There will be a lot of interest in the performance of the reigning world champions who didn't have the hardest build-up to the Rugby Championship.

The Springboks open their 2025 Rugby Championship challenge with a Test against the Australian Wallabies at Ellis Park on Saturday (5.10pm). The teams will meet again next week in Cape Town before the Boks turn their attention to two away Tests against New Zealand and home and away matches against Argentina.
Here then are five things to look out for at Ellis Park on Saturday.
Rusty or fresh?
Playing against the Barbarians, Italy and Georgia is hardly the strongest opposition going into the Rugby Championship, but that’s what the Boks were given. They won those games comfortably while coach Rassie Erasmus was able to test a few new plyers and combinations.
The question though is, with the Wallabies having taken on the British and Irish Lions in three hard-fought Tests in the last month, will the Boks be up to speed and at the level required to play against top-tier opposition?
The visitors will either be toughened up or they may show signs of fatigue after their gruelling recent series.
Wallabies resurgence?
If truth be told Joe Schmidt’s team were unlucky to not win the series against the Lions. They were denied a win in the second Test when another set of officials might have seen things differently, while they comfortably won the third match. It was only the first Test that they were out-played, but then also only just.
Was what we saw in the three Tests Down Under a resurgence of the Wallabies or were the Lions just not that great? We’ll know over the coming weeks, starting with Saturday’s match at Ellis Park, where the Wallabies have generally struggled to assert themselves.
Libbok at No 10
For the next few years there’s going to be an on-going debate about who should wear the Bok No 10 jersey – Manie Libbok, Handre Pollard or Sacha Feinberg-Mngomezulu?
This week Libbok has been handed the jumper and all eyes will be on him in what should be good conditions to play attacking rugby. The man is regarded the best attacking flyhalf in the squad and he’s sure to perform well and bring out a few tricks, but it will be his goal-kicking, again, that will come under scrutiny.

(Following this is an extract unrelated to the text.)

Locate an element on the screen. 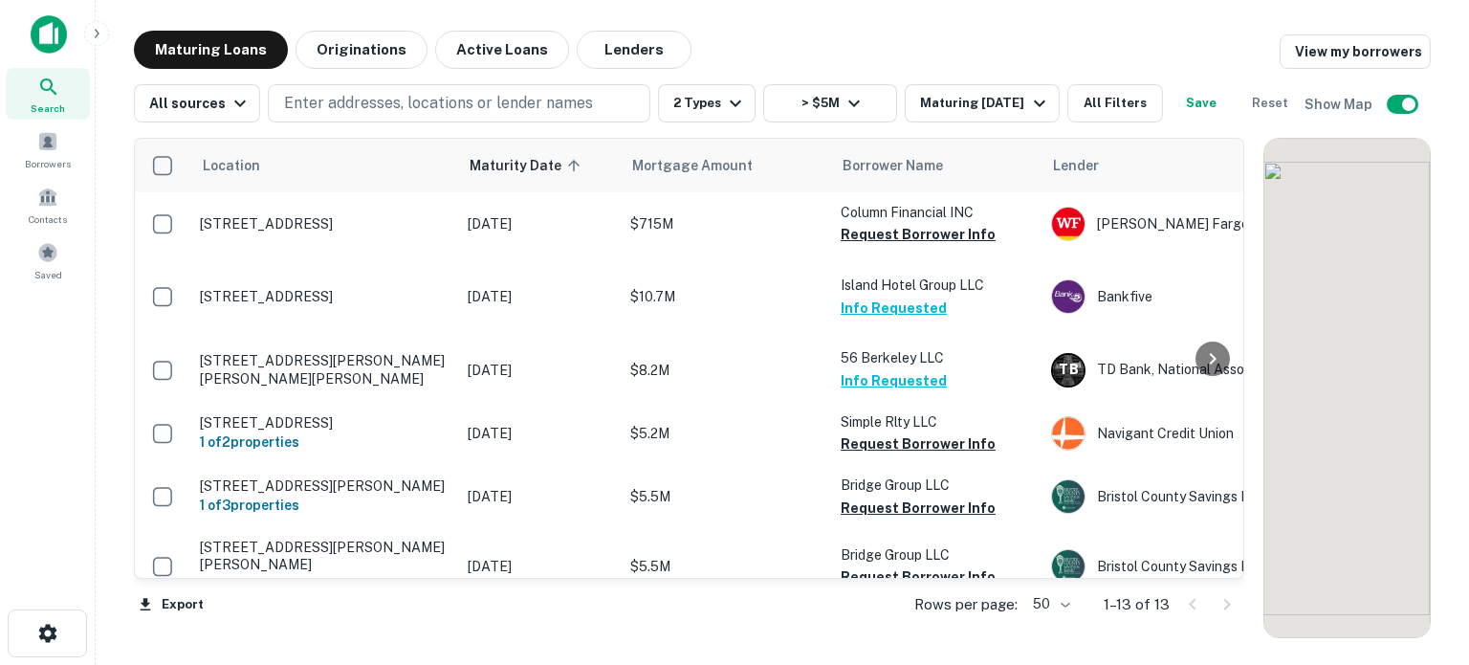  span: Search is located at coordinates (48, 108).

Erasmus and all of South Africa will hope he’s got his kicking boots on.
Kolisi in new role
The Bok skipper has played all his Test rugby on the side of the scrum but because of Jasper Wiese’s absence through suspension will pack down for the first time at No 8. It is a role Kolisi has performed well enough for the Sharks in the last year and there shouldn’t be too many issues for him.
The captain remains a strong carrier and link man and he’s set to continue fulfilling those tasks, but his change of position will still be keenly watched. The Aussies may have thoughts of trying to exploit it, whatever those could be.
Bok ‘bomb squad’
So much now revolves around the Boks’ replacements and how and when they are used and this weekend’s match will be no different.
Will Erasmus send them all on at the same time early in the second half or stagger the substitutions, will Franco Mostert play lock or flank and where will Kwagga Smith pack down?
Will we see centre Andre Esterhuizen shift to the flank “hybrid role” that was introduced to the world in June, and where will Damian Willemse play – flyhalf or fullback?
And, should we prepare for another new “innovation” from Erasmus? Probably.